Born in Poland, she was the daughter of a wealthy rabbi. She soon began questioning her father on religion, to which he once told her “A young girl does not want to understand the object of her creed, but to accept and believe it.” When he betrothed her against her will, she pleaded her case to the secular civil court, which ruled in her favor.

Estranged from her father, she traveled across Europe arriving to England, where she met socialist Robert Owen, who took her under his wing and invited her to speak to like-minded audiences. She met William Ella Rose, a disciple of Owen, and they chose to be married by a civil magistrate, not a religious minister. In 1836 they emigrated to the United States.

In 1854 Rose was elected president of the National Women’s Rights Convention, in spite of objections that she was an atheist.
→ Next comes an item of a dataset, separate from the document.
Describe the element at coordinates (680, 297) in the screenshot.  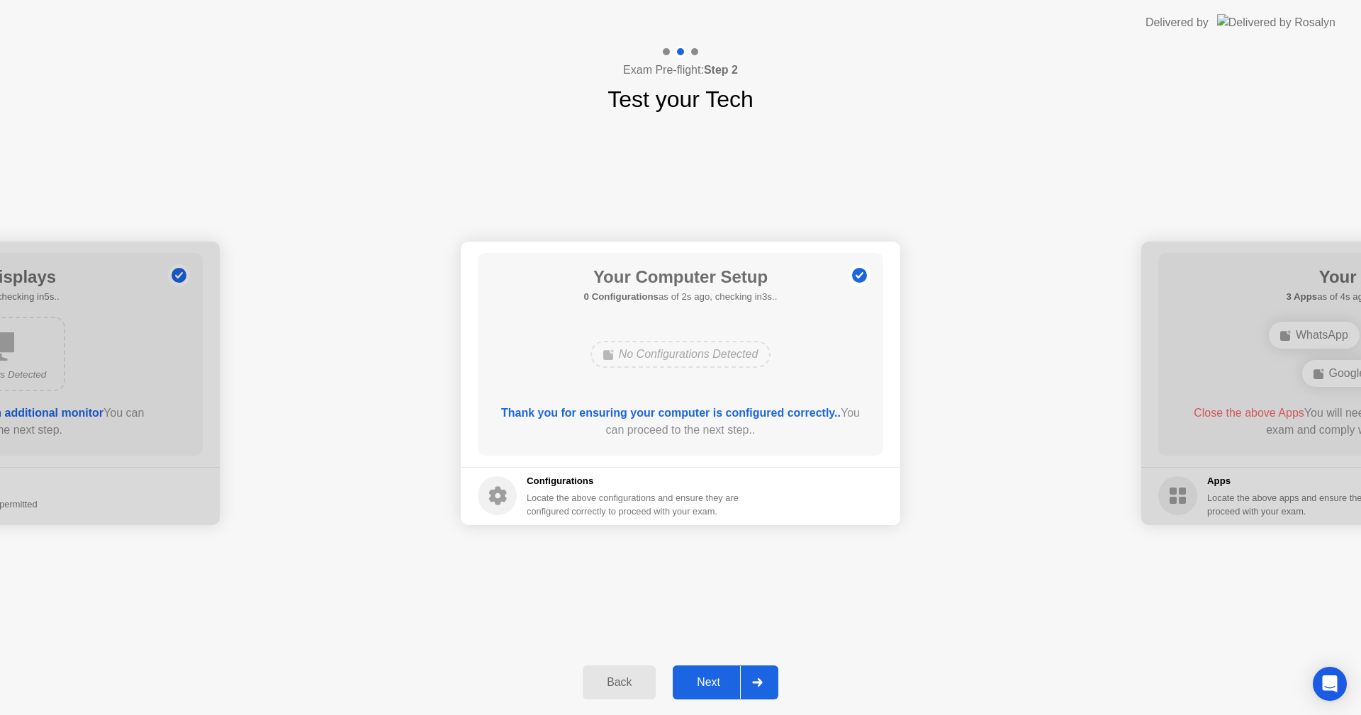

Her election was heavily supported by Susan B. Anthony, who declared that “every religion—or none—should have an equal right on the platform.” When she was invited to deliver an anti-slavery lecture, a local newspaper called her “a female Atheist… a thousand times below a prostitute.” When Rose responded to the slur in a letter to the competing paper, she sparked off a town feud that created much publicity.

She successfully lobbied for legislation in New York that allowed married women to retain their own property and have equal guardianship of children. In 1869 she and her husband returned to England, where she began to advocate women’s suffrage. She died in Brighton in 1892.